Bring it on, says Dunstone.
“We have high expectations for ourselves,” he said. “We expect to do well,” said Dunstone. “If we take it game by game and just control the things that we can control, I think things will work out for us.
“Our confidence is through the roof right now after what we went through in that final.”
While his team has designs on winning a national championship and advancing to represent Canada at the world juniors in Sochi, Russia in March, Dunstone said at least as important over the next nine days is the way his team plays in Alberta.
“If we don’t play well and don’t win it, we’ll be disappointed. But if we play well and don’t win, I think there will still be some satisfaction.”

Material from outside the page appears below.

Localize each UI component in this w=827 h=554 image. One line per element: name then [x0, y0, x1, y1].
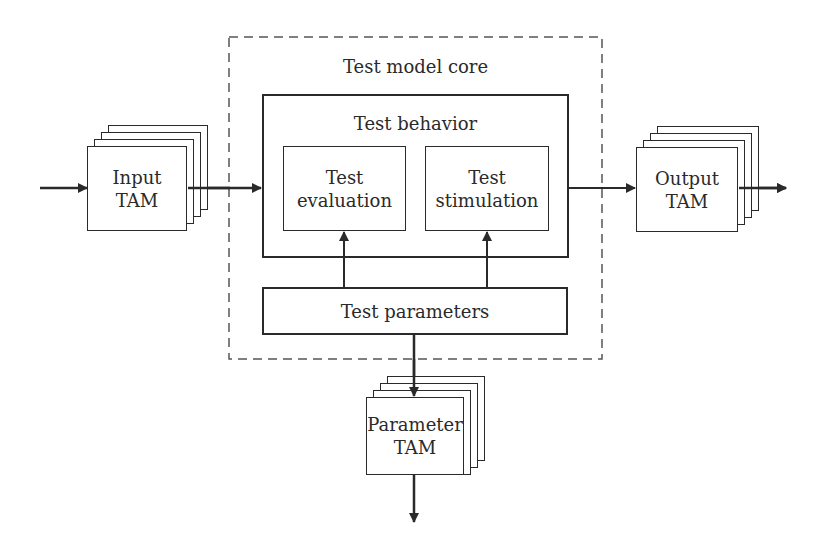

paul.wiecek@freepress.mb.ca
Nunuvut at nationals
Manitoba’s Shannon Birchard and Matt Dunstone will be a part of what will be a history-making Canadian juniors in Fort McMurray.
For the first time ever, teams from Nunavut will compete at this year’s event, with David Kakuktinniq’s team from Rankin Inlet playing in the men’s draw and Sadie Pinksen’s Iqaluit team competing on the women’s side.
With the addition of an extra team, the 14-team event is also being split into two round-robin pools of seven teams each, seeded based on cumulative win-loss records over the last three years.
The round robin begins Saturday and leads up to a championship pool, which begins next Wednesday and finally concludes with the weekend playoff draws.
TSN will broadcast the men’s final next Saturday and the women’s final next Sunday.